Because women's hearts behave differently. Their symptoms present differently. A woman having a heart attack might feel fatigue or jaw pain instead of chest pain. If the research that taught doctors what to look for was built on men's bodies, women's emergencies get missed.
But surely once we knew the problem, we fixed it?
Not really. The exclusion was so foundational that it took decades just to notice. And in many places, it's still happening. The research protocols, the assumptions about what's normal—they're all built on male bodies.
What changes when women researchers are actually in the room designing the study?
They ask different questions. They notice what was invisible before. They think about dosing for different body sizes, about how hormones might affect outcomes, about diseases that primarily affect women.

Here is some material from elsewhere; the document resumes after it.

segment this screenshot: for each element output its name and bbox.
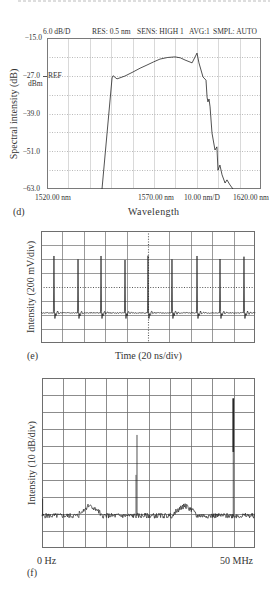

The science gets better because it's no longer pretending everyone is the same.
Is this just about fairness, or does it actually save lives?
It saves lives. 1.5 million preventable deaths a year from cancer alone. That's not a fairness issue—that's a public health catastrophe that's been hiding in plain sight.
Why has this taken so long to change?
Because the system was built by men, for men, and it doesn't see its own bias. It thinks it's objective. That's the hardest thing to fix—not the science, but the belief that the science was ever neutral to begin with.